June 6th, 2011 1 comment

CIWF at Lyndum House

May 23rd, 2011 No comments

Lyndum House in Petersfield where I first began to work for Compassion In World Farming.

On the occasion of a recent visit to Petersfield, Hampshire, I made a point of taking a look at Lyndum House in the High Street.

In 1976 when I first began to work for organisations campaigning for animals, my first days (well, two years) were spent at Lyndum House with Compassion In World Farming.

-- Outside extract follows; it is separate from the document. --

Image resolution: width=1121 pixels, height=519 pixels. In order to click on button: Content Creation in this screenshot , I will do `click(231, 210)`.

At this time, Compassion was a very small organisation renting a couple of rooms upstairs in the back of an old building, Lyndum House, in Petersfield’s Hight Street. Working there were Elaine, Compassion’s first and then only full-time employee, and Thelma and Pauline, part-time researcher and secretary respectively. Peter, who donated his time and expertise to Compassion, had also started a company called Direct Foods, whose claim to fame was Sosmix.

My interview with Peter was the first time I was forced to think about what compassion meant.

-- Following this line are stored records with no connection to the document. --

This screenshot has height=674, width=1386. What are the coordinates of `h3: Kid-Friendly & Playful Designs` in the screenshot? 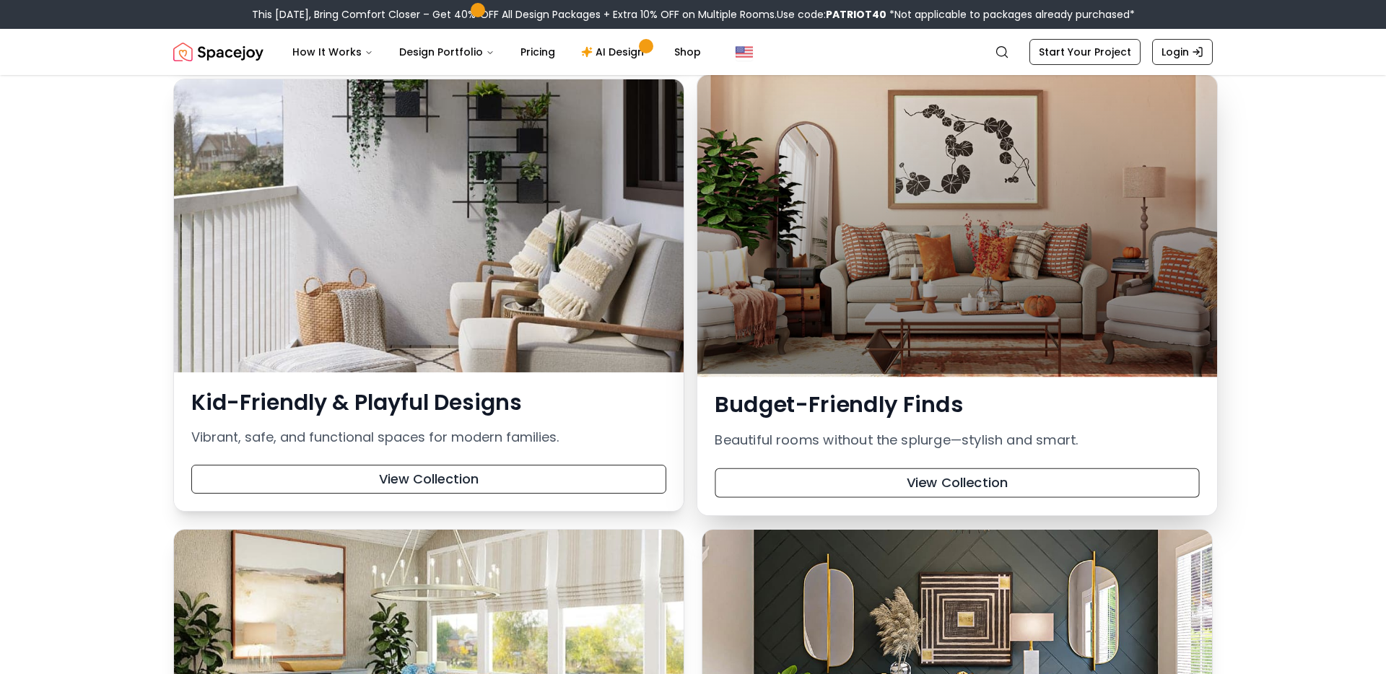 It's located at (429, 403).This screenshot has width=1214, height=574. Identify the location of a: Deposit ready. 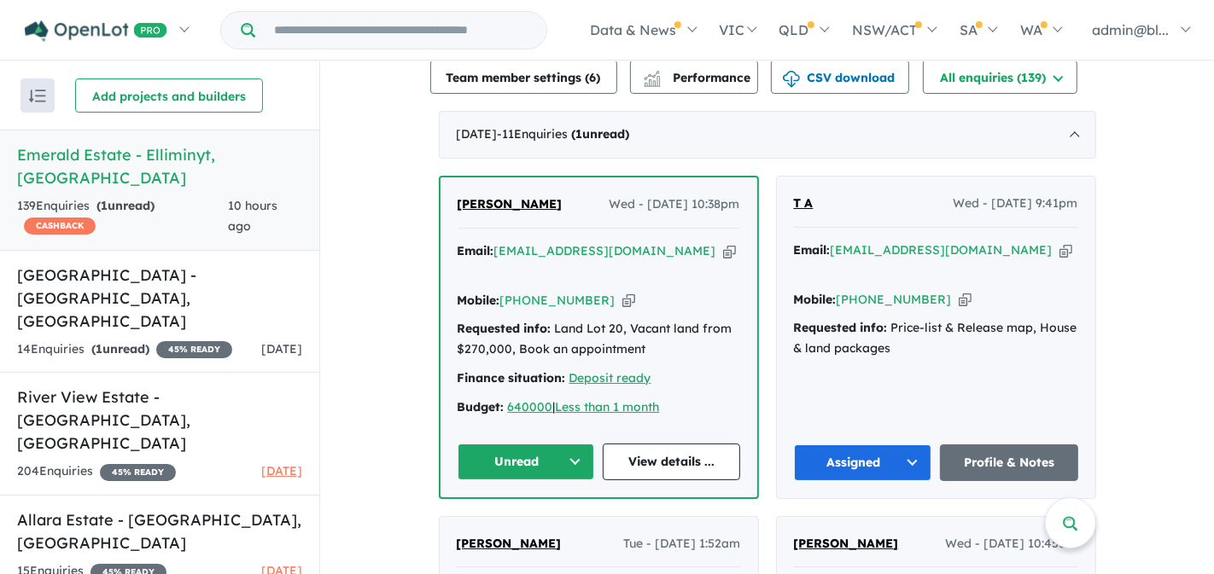
(610, 378).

“Do you have a problem with the word ‘compassion’?” he asked.

“No, I don’t think so,” I replied. “Why?”

“Well,” I recall him saying, “some men are embarrassed by the word.”

“Not me,” I reassured him.

My answer was motivated more by wanting the job than understanding what compassion means. I cannot say that I understood what it meant then but it is a word that I have subsequently grown to respect, becoming one of my four key values.

Peter hired me and my professional career in the animal rights movement began unbeknownst to me. I soon realised from working at Compassion that this is what I wanted to do with my life: stop animal exploitation and secure animal rights.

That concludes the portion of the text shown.